Ryan, Dad and N.J. Devil
Thanks for sharing this journey with us. That includes you, N.J.

I didn’t realize until I hit “publish” on my Monday post that it was a milestone of sorts — the 400th post on this blog, coming just a few days before the third anniversary of my first one.

I contemplated starting a blog for several years before I actually did so. I had received positive feedback to a few things I’d written about our family’s journey with autism, but I wasn’t sure I had enough to say, and I didn’t want to start, and then quickly abandon, a blog.

But I had a story I wanted to share, about a day that was so incredible that I wanted to record my thoughts about it for posterity. So I revisited the idea of a blog. I made a list of possible post topics, mostly about memorable moments and days. I had at least a dozen. It felt like enough, and I knew others would come along.

So that story I wanted to share became a post called “Grandpa, I Feel Like a Star,” and I was off.

A lot has happened in three years. Neither Ryan nor our feelings about autism are remotely similar to what they were then. That is probably expected, but along the way a lot of unexpected things have happened, most of which I would never have anticipated.

If you told me on the day I published that first post that a picture of Ryan from that day was going to end up in the pages of Sports Illustrated, you could have knocked me over with a feather.

Likewise, I never would have imagined exchanging phone calls with a Pulitzer Prize-winner, and having him feature Ryan on his site. (I made sure to save the tweet where he told me, “you have a way with words.”)

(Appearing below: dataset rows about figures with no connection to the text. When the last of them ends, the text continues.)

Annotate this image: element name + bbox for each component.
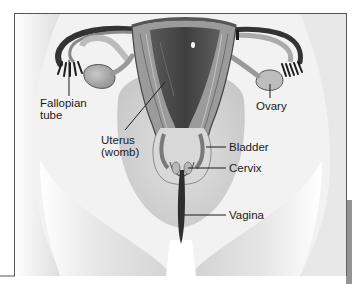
label-fallopian-tube-line2: tube — [40, 109, 87, 121]
label-fallopian-tube-line1: Fallopian — [40, 97, 87, 109]
label-uterus-line2: (womb) — [101, 146, 139, 158]
label-bladder: Bladder — [229, 141, 269, 153]
label-cervix: Cervix — [229, 162, 262, 174]
label-uterus-line1: Uterus — [101, 134, 139, 146]
label-vagina: Vagina — [229, 209, 264, 221]
reproductive-organs-illustration — [0, 0, 352, 284]
label-uterus: Uterus (womb) — [101, 134, 139, 158]
label-fallopian-tube: Fallopian tube — [40, 97, 87, 121]
anatomy-diagram: Fallopian tube Ovary Uterus (womb) Bladd… — [0, 0, 352, 284]
label-ovary: Ovary — [256, 100, 287, 112]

I would not have believed that thousands of people would read my thoughts on the latest Autism Speaks controversy, and leave such measured, thoughtful comments that it caused me to re-examine my stance on some of the issues.

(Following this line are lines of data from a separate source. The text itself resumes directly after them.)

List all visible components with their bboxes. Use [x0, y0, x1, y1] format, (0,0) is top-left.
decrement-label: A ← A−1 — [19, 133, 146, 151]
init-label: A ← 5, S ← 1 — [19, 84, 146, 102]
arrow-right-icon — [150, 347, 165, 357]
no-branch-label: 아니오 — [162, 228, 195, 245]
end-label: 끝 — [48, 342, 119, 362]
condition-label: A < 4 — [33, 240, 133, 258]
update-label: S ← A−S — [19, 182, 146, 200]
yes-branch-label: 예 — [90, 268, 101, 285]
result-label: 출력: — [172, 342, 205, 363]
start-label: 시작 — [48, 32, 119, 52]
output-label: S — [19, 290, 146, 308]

When I wrote an open letter to the San Jose Sharks one year, asking them if they might, you know, go ahead and make the playoffs to lessen Ryan’s anxiety, I never would have guessed that it would be read in the front office of the team and lead to not one, but two meetings between Ryan and his favorite hockey player. The best part of those days, of course, was that Ryan was completely at ease among his heroes in a way that often eludes him among peers, and when I wrote about it, that is what I wanted to convey.

If you told me in 2012 that in eighth grade Ryan would, unprompted, write an essay about autism and volunteer to read it to his class, I would have cried, and then I would have said “no way.” But in 2014, in happened, and the response to my post about it was overwhelming, and allowed me to tell Ryan that his words had a positive impact on people well beyond his classroom.

It’s been an interesting three years, and I thank all of you for sharing it with me. I have curtailed my writing some, so I don’t know how many posts the next three years will bring. I thank you in advance for reading, liking, commenting and sharing.